Tuesday, June 5, 2012


I spent Memorial Day weekend on an emotional high.  When I signed up for the trip to DC, I had no idea I would have the privilege of flying with a bunch of WWII vets. We sang “God Bless America” as fire trucks doused the plane in gushers of water saluting the soldiers.  I swallowed tears when crowds of people lined the gate cheering the soldiers as they deplaned in Baltimore. This is a similar deplaning Reagan International, but that's the experience.  http://www.youtube.com/watch?feature=player_embedded&v=FgecqttxoQg#!
 I thought my heart would break riding the tram through Arlington Cemetery, among “Endless rows for all to see. Freedoms seeds in sorrow sown. These blades of grass and pure white stones.”  I was especially moved by the fields of stones where lay the American Negros who fought for our country in the Civil War.  So much hope.  So much sorrow. 
We had the priviledge of singing at the Kennedy Center accompanied by the Army Symphony Orchestgra.  You see me there, don't you, way up there in the top row?


We visited a number of monuments.  At the base of the North Dakota pillar in the WWII memorial someone had left a frame with pictures of the six Jacobson brothers died in WWII fighting for our freedoms.  The caption read, “It takes a whole family to win a war.” 
The next day I heard Chris Hays explaining that he was “uncomfortable” about calling America’s fallen soldiers “heroes” because it was “rhetorically proximate” to justifications for more war.  His apology the next day was “rhetorically” difficult, but I think he said he regretted the disconnect between the likes of him and those rubes in fly over country who do not have the intellectual capacity to understand his discomfort. 

He sits at that desk in the most affluent city in the world, and he doesn’t seem to understand that that privilege rests upon those graves.  They made his life possible, but he senses a disconnect.   Chris Hays is emblematic of the internal cultural rot that causes a society to decline. 

Our great universities are producing generations of effete snobs who are way too smart to buy into the drivel produced by our founding fathers.  They see nothing exceptional about our country, so in their eyes those silly soldiers die for naught, for foolishness.   

And that’s what divides us from them.  We know that we are endowed by our Creator with certain unalienable Rights, and that the single purpose of government is to protect those rights.   We recognize that no other government on earth was established for that purpose and that purpose alone. 

We recognize that it is only a free people living in a free country where courage and initiative and daring and skill are still rewarded in spite of the restrictions those stunningly brilliant intelligentsia are trying  to harness us with.

We are at a tipping point, however.  Both Democrats and Republicans have conspired to create a government so huge and so intrusive that only the companies that are “too big to fail” have the money and the lawyers and the expertise to work their way through the morass of red tape.  That cultural rot at the head is eating away at the heart of a great nation.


◆ **ASSIGNED TASK**: Would you reproduce every record exactly, leaving out the pictures?

-------- THE DATA --------

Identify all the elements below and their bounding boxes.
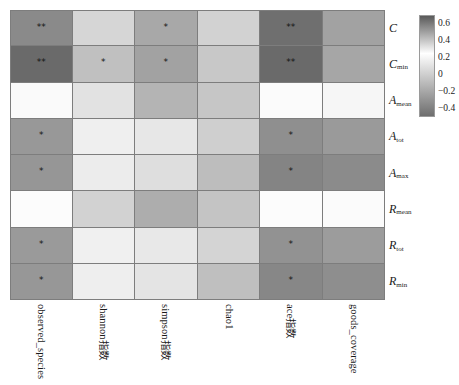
heatmap-cell [73,228,136,264]
row-label-axis: CCminAmeanAtotAmaxRmeanRtotRmin [388,10,422,300]
row-label-base: A [389,93,396,108]
heatmap-cell [135,191,198,227]
row-label-base: A [389,129,396,144]
heatmap-cell [323,10,386,46]
colorbar-gradient [420,16,434,116]
row-label-c-min: Cmin [388,46,422,82]
row-label-subscript: mean [396,208,411,216]
row-label-subscript: mean [396,100,411,108]
colorbar-tick: 0.2 [438,53,450,63]
heatmap-cell [135,264,198,300]
heatmap-cell [323,83,386,119]
row-label-r-tot: Rtot [388,228,422,264]
column-label-axis: observed_speciesshannon指数simpson指数chao1a… [10,302,385,385]
heatmap-cell: * [10,264,73,300]
heatmap-cell: * [260,155,323,191]
significance-marker: * [39,167,44,176]
heatmap-cell [135,228,198,264]
heatmap-cell: * [135,46,198,82]
heatmap-cell [198,191,261,227]
heatmap-cell: * [10,228,73,264]
heatmap-cell [260,191,323,227]
heatmap-cell [73,10,136,46]
heatmap-cell: * [260,228,323,264]
significance-marker: * [101,58,106,67]
heatmap-cell: ** [260,46,323,82]
heatmap-grid: ******************* [10,10,385,300]
significance-marker: * [289,131,294,140]
heatmap-cell [323,228,386,264]
row-label-subscript: min [396,281,407,289]
colorbar [419,15,435,117]
column-label-wrap: ace指数 [260,302,323,385]
heatmap-cell [260,83,323,119]
heatmap-cell: ** [260,10,323,46]
significance-marker: * [289,240,294,249]
heatmap-cell [73,264,136,300]
heatmap-cell [135,83,198,119]
row-label-subscript: min [397,63,408,71]
row-label-c: C [388,10,422,46]
colorbar-tick: −0.2 [438,87,455,97]
colorbar-tick-labels: 0.60.40.20−0.2−0.4 [438,9,459,123]
column-label-wrap: shannon指数 [73,302,136,385]
heatmap-cell: * [260,264,323,300]
column-label-wrap: chao1 [198,302,261,385]
row-label-base: A [389,166,396,181]
significance-marker: ** [37,23,46,32]
figure-root: ******************* CCminAmeanAtotAmaxRm… [0,0,459,385]
heatmap-cell [73,191,136,227]
colorbar-tick: −0.4 [438,104,455,114]
heatmap-cell [323,155,386,191]
heatmap-cell [73,119,136,155]
row-label-base: R [389,202,396,217]
heatmap-cell [198,264,261,300]
significance-marker: * [164,58,169,67]
column-label-3: chao1 [223,304,234,330]
heatmap-cell [198,83,261,119]
colorbar-tick: 0 [438,70,443,80]
significance-marker: * [39,131,44,140]
heatmap-cell [198,155,261,191]
column-label-wrap: simpson指数 [135,302,198,385]
heatmap-cell [10,191,73,227]
significance-marker: ** [286,23,295,32]
row-label-base: R [389,238,396,253]
significance-marker: * [39,276,44,285]
row-label-a-max: Amax [388,155,422,191]
heatmap-cell [323,46,386,82]
column-label-wrap: goods_coverage [323,302,386,385]
heatmap-cell [198,10,261,46]
column-label-5: goods_coverage [348,304,359,374]
heatmap-cell: ** [10,10,73,46]
row-label-base: C [389,57,397,72]
row-label-base: C [389,21,397,36]
heatmap-cell [198,46,261,82]
significance-marker: ** [37,58,46,67]
heatmap-cell [323,119,386,155]
column-label-0: observed_species [36,304,47,379]
colorbar-tick: 0.6 [438,19,450,29]
heatmap-cell: * [10,155,73,191]
heatmap-cell [198,228,261,264]
column-label-2: simpson指数 [159,304,174,360]
significance-marker: * [289,167,294,176]
heatmap-cell [135,119,198,155]
row-label-subscript: tot [396,245,403,253]
heatmap-cell [10,83,73,119]
heatmap-cell [323,264,386,300]
significance-marker: * [39,240,44,249]
heatmap-cell [73,155,136,191]
heatmap-cell: ** [10,46,73,82]
row-label-r-mean: Rmean [388,191,422,227]
heatmap-cell [73,83,136,119]
row-label-a-tot: Atot [388,119,422,155]
column-label-1: shannon指数 [96,304,111,360]
heatmap-cell [198,119,261,155]
heatmap-cell: * [73,46,136,82]
row-label-base: R [389,274,396,289]
column-label-wrap: observed_species [10,302,73,385]
row-label-r-min: Rmin [388,264,422,300]
colorbar-tick: 0.4 [438,36,450,46]
significance-marker: ** [286,58,295,67]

--------

◆ **REPLY TO THE EXERCISE**:
Identify all the elements below and their bounding boxes.
heatmap-cell [73,228,136,264]
row-label-axis: CCminAmeanAtotAmaxRmeanRtotRmin [388,10,422,300]
row-label-base: A [389,93,396,108]
heatmap-cell [135,191,198,227]
row-label-base: A [389,129,396,144]
heatmap-cell [323,10,386,46]
colorbar-gradient [420,16,434,116]
row-label-c-min: Cmin [388,46,422,82]
row-label-subscript: mean [396,208,411,216]
row-label-subscript: mean [396,100,411,108]
colorbar-tick: 0.2 [438,53,450,63]
heatmap-cell [135,264,198,300]
heatmap-cell [323,83,386,119]
row-label-r-tot: Rtot [388,228,422,264]
column-label-axis: observed_speciesshannon指数simpson指数chao1a… [10,302,385,385]
heatmap-cell: * [10,264,73,300]
heatmap-cell: * [260,155,323,191]
significance-marker: * [39,167,44,176]
heatmap-cell [135,228,198,264]
heatmap-cell: * [135,46,198,82]
heatmap-cell [198,191,261,227]
heatmap-cell: * [10,228,73,264]
heatmap-cell [260,191,323,227]
heatmap-cell [73,10,136,46]
heatmap-cell: * [260,228,323,264]
significance-marker: * [101,58,106,67]
heatmap-cell: ** [260,46,323,82]
heatmap-grid: ******************* [10,10,385,300]
significance-marker: * [289,131,294,140]
heatmap-cell [323,228,386,264]
row-label-subscript: min [396,281,407,289]
colorbar [419,15,435,117]
column-label-wrap: ace指数 [260,302,323,385]
heatmap-cell [260,83,323,119]
heatmap-cell: ** [260,10,323,46]
significance-marker: * [289,240,294,249]
heatmap-cell [73,264,136,300]
heatmap-cell [135,83,198,119]
row-label-subscript: min [397,63,408,71]
row-label-c: C [388,10,422,46]
colorbar-tick: −0.2 [438,87,455,97]
colorbar-tick-labels: 0.60.40.20−0.2−0.4 [438,9,459,123]
column-label-wrap: shannon指数 [73,302,136,385]
heatmap-cell: * [260,264,323,300]
column-label-wrap: chao1 [198,302,261,385]
row-label-base: A [389,166,396,181]
significance-marker: ** [37,23,46,32]
figure-root: ******************* CCminAmeanAtotAmaxRm… [0,0,459,385]
heatmap-cell [73,191,136,227]
colorbar-tick: −0.4 [438,104,455,114]
heatmap-cell [323,155,386,191]
heatmap-cell [73,119,136,155]
row-label-base: R [389,202,396,217]
heatmap-cell [198,264,261,300]
significance-marker: * [164,58,169,67]
column-label-3: chao1 [223,304,234,330]
heatmap-cell [198,83,261,119]
colorbar-tick: 0 [438,70,443,80]
significance-marker: * [39,131,44,140]
heatmap-cell [198,155,261,191]
column-label-wrap: simpson指数 [135,302,198,385]
heatmap-cell [10,191,73,227]
significance-marker: ** [286,23,295,32]
row-label-base: R [389,238,396,253]
significance-marker: * [39,276,44,285]
row-label-a-max: Amax [388,155,422,191]
heatmap-cell [323,46,386,82]
column-label-wrap: goods_coverage [323,302,386,385]
heatmap-cell [198,10,261,46]
column-label-5: goods_coverage [348,304,359,374]
heatmap-cell: ** [10,10,73,46]
row-label-base: C [389,57,397,72]
row-label-base: C [389,21,397,36]
heatmap-cell [198,46,261,82]
significance-marker: ** [37,58,46,67]
heatmap-cell [323,119,386,155]
column-label-0: observed_species [36,304,47,379]
colorbar-tick: 0.6 [438,19,450,29]
heatmap-cell: * [10,155,73,191]
heatmap-cell [198,228,261,264]
column-label-2: simpson指数 [159,304,174,360]
significance-marker: * [289,167,294,176]
heatmap-cell [135,119,198,155]
row-label-subscript: tot [396,245,403,253]
heatmap-cell [10,83,73,119]
heatmap-cell [323,264,386,300]
significance-marker: * [39,240,44,249]
heatmap-cell [73,155,136,191]
heatmap-cell: ** [10,46,73,82]
row-label-r-mean: Rmean [388,191,422,227]
heatmap-cell [73,83,136,119]
row-label-a-tot: Atot [388,119,422,155]
column-label-1: shannon指数 [96,304,111,360]
heatmap-cell [198,119,261,155]
heatmap-cell: * [73,46,136,82]
row-label-base: R [389,274,396,289]
column-label-wrap: observed_species [10,302,73,385]
row-label-r-min: Rmin [388,264,422,300]
colorbar-tick: 0.4 [438,36,450,46]
significance-marker: ** [286,58,295,67]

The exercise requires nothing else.